Energy

Hurricane Florence Revealed High Cost, Vulnerabilities of Nuclear Power

Under pressure to promote the safety and reliability of nuclear power as it seeks subsidies and bailouts from the Trump administration, the nuclear power industry is flaunting how well plants in North Carolina stood up to Hurricane Florence in mid-September. For one, the industry’s trade group, the Nuclear Energy Institute, is gushing about how North Carolina’s power plants stood up to the storm. Elsewhere, industry reporters indulge in navel-gazing pieces that draw equivalency between the risks of nuclear with natural gas.

In reality, the risk to man, material and environment remains an intrinsic threat in energy production, regardless of the source. However, these incidents carry nowhere near the potential for widespread illness and contamination of a nuclear reactor meltdown.

It’s true that most of North Carolina’s five commercial nuclear plants endured Florence unscathed. It’s also true that three of the plants sat completely outside of the direct path of the storm. Duke Energy Corp. did take its Brunswick facility offline because it was directly in the storm’s path, per federal law. But the necessity of the shutdown takes us back to the cost challenges that nuclear power still faces and begs the question whether the bailout plan, ordered by President Donald Trump, is truly worthwhile.

It’s not the thickness of the walls; it’s the height of the barriers and the strength of their seals. This was the case in 2012 when rising water from a freak storm penetrated improperly sealed barriers and flooded the cooling pumps of a Florida Power & Light nuclear plant in Port St. Lucie, Fla.

The nuclear power plant in Fukushima withstood the 9.0-magnitude earthquake that struck Japan in March 2011. It was a flood breach from the ensuing tsunami that damaged emergency pumps meant to cool the reactor that caused the meltdown. After Fukushima, the U.S. Nuclear Regulatory Commission required plants to be upgraded to meet new flood protection standards. In the United States, these upgrades will cost close to $5 billion through 2020, according to a 2016 report from S&P Global Platts.

It is questionable whether the Duke Energy Brunswick plant, located 4 miles from the Atlantic coast, even meets these new standards. In the days before Florence, Dave Lochbaum, a former nuclear engineer who now directs the UCS nuclear safety project, told National Geographic.com that the Brunswick plant reported missing flood barriers to the NRC in 2012. A follow-up report sent to the NRC in 2015 was not made publicly available, although the UCS says the NRC’s 2015 assessment found Duke underestimated flood potential by 8 feet.

Although flood waters did not breach the facility during Florence, safety officials were still forced to wait until flooding subsided and roads were passable to reactivate the Brunswick facility. As the Brunswick shutdown illustrates, regardless of the amount of on-site fuel a plant may contain, if a plant is forced to shut down, then it fails the “resilience” test on its face.

Further complicating the “nuclear resiliency” narrative, most nuclear plants lack the ability to independently restart in the event they are shut down. When a nuclear plant is forced offline, they typically need smaller, gas turbine “black start” units to provide the power to get the larger power generators back online and, in turn, resuscitate the grid.

In the meantime, customers remain in the dark. 223,000 Duke Energy customers remained without power for several days after the storm. This hardly speaks well for nuclear power’s safety or reliability.

In the larger scheme, Brunswick points to the expensive future for nuclear power amid declining prices for natural gas and alternative sources such as wind and solar. Nuclear energy has always required government assistance. Plants could not be built unless Washington backed the cost of their liability insurance. On behalf of the industry, the U.S. government has spent millions on nuclear research and development. It has taken responsibility for collection and burial of nuclear waste.

There are 99 nuclear plants in the United States, supplying about 20 percent of the nation’s energy. As these plants age further, they will require greater amounts of money for upgrades to meet maintenance standards. Twelve plants have closed in the past 22 years, and 12 more are scheduled to close by 2025. Nuclear never lived up to its promise of safety and affordability, and now market conditions favor alternatives.

However, vaguely citing “national security,” Trump’s Department of Energy wants to prop up aging nuclear and coal plants. The plan is still being worked out, but it may require electricity retailers — using consumer dollars — to purchase a specific amount of capacity from inefficient nuclear and coal plants. This is money that would be more productive if invested in cleaner, less expensive energy sources, where it can finance more pipelines, turbines and solar farms.

Deference to market forces has always been a conservative mainstay. Surely Trump, as a businessman, should know there’s no reason to abandon that premise now.


Steven Titch is an independent policy analyst based in Houston, Texas. He has worked with The R Street Institute, The Reason Foundation and the Heartland Institute.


▶ Task objective:
Scan the records for lines with the word "thousands", and copy every such line.
[Listed records — start]
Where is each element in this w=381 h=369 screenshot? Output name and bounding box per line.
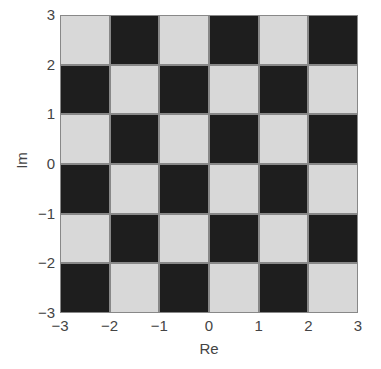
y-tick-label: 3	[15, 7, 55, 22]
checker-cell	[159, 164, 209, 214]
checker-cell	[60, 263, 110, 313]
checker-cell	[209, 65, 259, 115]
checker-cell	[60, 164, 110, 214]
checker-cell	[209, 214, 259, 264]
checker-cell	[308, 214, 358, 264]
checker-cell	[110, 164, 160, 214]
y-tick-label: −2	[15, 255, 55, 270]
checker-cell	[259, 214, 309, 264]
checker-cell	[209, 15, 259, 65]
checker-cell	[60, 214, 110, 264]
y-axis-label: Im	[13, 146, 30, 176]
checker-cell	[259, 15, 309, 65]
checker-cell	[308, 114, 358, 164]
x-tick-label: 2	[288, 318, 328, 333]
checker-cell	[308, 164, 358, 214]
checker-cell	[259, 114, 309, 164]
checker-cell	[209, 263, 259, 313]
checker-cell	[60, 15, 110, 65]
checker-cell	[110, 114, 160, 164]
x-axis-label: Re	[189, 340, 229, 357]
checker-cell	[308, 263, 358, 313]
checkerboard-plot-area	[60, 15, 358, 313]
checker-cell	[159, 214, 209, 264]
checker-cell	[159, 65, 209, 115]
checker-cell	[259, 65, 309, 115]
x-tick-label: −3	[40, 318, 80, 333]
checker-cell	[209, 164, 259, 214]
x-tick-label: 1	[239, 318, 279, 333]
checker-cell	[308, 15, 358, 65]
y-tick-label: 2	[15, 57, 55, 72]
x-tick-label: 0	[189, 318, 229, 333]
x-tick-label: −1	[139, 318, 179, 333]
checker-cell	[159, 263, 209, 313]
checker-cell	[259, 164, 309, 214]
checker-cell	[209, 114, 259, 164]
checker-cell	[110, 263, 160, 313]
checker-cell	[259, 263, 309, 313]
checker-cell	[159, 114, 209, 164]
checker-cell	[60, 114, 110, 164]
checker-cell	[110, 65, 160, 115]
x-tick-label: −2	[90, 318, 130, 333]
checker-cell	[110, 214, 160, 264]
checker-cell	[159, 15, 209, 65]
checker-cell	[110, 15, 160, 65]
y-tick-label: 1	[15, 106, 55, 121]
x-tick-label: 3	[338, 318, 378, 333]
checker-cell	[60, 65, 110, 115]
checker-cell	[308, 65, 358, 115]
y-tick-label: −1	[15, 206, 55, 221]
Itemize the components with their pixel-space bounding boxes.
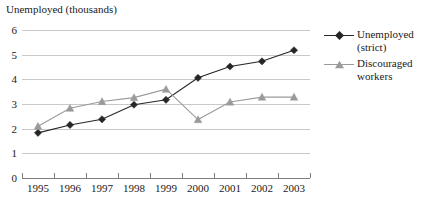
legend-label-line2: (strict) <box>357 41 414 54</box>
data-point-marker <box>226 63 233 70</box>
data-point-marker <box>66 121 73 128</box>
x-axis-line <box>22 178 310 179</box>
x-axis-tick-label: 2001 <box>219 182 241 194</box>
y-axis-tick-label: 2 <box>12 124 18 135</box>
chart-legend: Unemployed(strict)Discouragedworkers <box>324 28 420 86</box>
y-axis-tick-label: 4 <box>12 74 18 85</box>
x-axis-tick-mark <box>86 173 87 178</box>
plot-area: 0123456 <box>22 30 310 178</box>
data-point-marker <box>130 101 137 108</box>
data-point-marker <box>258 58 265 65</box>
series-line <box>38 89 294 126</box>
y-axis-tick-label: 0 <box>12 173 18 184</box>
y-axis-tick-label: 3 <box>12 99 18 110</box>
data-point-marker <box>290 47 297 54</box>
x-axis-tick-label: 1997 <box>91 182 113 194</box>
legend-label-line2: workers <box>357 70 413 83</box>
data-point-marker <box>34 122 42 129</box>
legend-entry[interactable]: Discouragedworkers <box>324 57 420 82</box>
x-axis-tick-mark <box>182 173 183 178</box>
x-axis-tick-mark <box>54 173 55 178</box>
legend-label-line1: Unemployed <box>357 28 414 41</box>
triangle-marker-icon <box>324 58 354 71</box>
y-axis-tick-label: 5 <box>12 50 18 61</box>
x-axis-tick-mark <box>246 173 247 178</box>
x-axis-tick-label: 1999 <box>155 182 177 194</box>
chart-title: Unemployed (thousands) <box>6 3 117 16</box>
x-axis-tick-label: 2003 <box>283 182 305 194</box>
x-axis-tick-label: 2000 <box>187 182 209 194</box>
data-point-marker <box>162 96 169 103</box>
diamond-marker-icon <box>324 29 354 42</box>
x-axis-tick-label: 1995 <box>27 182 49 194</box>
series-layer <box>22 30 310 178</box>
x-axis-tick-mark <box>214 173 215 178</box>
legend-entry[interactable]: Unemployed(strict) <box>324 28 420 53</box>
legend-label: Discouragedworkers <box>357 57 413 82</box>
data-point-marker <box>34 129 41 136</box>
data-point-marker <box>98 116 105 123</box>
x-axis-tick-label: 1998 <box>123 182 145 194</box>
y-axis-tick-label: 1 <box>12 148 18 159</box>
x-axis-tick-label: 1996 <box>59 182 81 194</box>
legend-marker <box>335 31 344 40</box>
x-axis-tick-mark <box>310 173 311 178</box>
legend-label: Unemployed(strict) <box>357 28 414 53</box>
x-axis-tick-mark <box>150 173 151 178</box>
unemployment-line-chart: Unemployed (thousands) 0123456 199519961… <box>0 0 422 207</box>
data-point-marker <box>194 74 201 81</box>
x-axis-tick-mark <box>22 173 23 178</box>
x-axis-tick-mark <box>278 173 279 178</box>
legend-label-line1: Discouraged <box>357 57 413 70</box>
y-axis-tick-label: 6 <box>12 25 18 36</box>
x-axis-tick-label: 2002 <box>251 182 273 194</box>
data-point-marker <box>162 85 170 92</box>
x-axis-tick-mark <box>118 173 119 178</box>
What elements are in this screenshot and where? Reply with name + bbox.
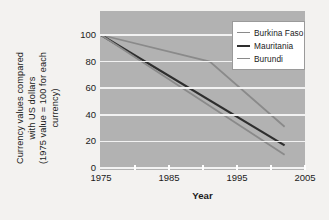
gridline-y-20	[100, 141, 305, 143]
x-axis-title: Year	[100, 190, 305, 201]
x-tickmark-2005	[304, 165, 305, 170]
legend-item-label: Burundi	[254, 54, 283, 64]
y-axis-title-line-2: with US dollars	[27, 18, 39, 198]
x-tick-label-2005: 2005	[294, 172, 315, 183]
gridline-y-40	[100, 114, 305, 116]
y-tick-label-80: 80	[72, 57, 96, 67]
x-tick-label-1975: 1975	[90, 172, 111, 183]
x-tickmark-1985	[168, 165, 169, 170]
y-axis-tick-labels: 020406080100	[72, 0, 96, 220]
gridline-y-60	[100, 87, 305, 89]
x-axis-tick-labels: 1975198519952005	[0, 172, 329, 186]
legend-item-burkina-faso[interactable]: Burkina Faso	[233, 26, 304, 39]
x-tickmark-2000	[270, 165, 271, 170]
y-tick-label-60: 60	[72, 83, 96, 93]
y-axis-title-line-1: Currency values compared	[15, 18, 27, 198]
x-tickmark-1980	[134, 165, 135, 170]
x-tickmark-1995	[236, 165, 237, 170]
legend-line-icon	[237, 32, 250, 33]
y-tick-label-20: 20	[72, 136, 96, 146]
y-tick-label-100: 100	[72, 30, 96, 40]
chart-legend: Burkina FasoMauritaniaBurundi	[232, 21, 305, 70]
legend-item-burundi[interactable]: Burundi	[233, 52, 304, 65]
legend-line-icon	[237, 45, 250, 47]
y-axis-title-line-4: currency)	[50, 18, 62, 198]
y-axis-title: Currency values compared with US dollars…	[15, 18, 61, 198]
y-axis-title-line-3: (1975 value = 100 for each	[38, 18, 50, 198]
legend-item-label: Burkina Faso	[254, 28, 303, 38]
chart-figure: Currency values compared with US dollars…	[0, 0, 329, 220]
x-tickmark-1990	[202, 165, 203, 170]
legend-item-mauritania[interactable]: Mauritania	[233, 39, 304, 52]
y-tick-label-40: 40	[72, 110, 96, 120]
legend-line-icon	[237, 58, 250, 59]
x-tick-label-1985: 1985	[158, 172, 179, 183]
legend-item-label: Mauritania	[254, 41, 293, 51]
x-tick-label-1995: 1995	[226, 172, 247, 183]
[Listed records — finish]
▶ Result of the task:
chart-title: Unemployed (thousands) <box>6 3 117 16</box>
unemployment-line-chart: Unemployed (thousands) 0123456 199519961… <box>0 0 422 207</box>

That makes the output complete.